**Input**.
────

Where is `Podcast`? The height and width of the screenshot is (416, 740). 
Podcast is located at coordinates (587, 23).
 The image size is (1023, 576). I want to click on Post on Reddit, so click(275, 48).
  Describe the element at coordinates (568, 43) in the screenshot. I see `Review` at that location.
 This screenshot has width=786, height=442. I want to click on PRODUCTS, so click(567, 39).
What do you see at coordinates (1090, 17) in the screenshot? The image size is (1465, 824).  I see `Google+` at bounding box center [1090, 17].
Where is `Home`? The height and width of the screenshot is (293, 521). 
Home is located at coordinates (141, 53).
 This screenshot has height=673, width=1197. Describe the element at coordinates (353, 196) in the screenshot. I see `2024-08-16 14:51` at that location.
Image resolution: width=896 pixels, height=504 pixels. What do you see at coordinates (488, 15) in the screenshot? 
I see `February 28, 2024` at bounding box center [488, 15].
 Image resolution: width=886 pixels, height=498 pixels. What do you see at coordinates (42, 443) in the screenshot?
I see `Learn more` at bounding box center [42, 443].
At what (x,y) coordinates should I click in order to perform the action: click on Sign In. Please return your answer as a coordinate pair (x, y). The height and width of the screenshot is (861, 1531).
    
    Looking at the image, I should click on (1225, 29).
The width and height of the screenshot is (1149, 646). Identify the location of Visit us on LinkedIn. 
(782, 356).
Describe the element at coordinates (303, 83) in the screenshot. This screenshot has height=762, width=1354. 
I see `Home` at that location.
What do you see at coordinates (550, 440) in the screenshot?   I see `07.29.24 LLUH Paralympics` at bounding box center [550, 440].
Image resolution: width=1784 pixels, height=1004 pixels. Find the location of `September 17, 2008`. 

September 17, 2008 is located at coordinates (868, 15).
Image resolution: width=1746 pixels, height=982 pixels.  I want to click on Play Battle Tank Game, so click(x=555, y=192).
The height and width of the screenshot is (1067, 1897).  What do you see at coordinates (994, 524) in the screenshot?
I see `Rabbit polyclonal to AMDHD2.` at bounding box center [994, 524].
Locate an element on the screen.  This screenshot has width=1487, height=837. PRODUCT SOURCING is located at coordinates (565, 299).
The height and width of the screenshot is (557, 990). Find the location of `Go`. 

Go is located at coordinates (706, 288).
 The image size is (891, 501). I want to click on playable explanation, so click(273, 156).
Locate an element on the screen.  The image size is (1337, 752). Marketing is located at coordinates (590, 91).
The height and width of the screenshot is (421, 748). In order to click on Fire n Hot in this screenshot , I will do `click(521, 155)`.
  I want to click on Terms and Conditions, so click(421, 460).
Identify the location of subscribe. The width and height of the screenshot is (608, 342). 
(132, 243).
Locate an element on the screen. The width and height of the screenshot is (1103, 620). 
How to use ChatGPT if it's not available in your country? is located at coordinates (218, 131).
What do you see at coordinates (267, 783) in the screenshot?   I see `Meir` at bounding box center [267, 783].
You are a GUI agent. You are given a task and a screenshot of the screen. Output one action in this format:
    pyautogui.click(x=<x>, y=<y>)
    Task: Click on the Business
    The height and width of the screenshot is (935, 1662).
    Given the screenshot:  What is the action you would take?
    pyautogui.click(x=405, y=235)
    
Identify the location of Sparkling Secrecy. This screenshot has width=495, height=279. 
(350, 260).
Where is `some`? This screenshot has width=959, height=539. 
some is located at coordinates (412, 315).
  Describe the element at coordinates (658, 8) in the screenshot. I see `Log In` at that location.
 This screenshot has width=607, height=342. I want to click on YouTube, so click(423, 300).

────

**What to produce**. Extract every line from the one with "Identify the location of Sparkling" down to the final line above, both included, exactly as written.

**Output of the task**.
Identify the location of Sparkling Secrecy. This screenshot has width=495, height=279. 
(350, 260).
Where is `some`? This screenshot has width=959, height=539. 
some is located at coordinates (412, 315).
  Describe the element at coordinates (658, 8) in the screenshot. I see `Log In` at that location.
 This screenshot has width=607, height=342. I want to click on YouTube, so click(423, 300).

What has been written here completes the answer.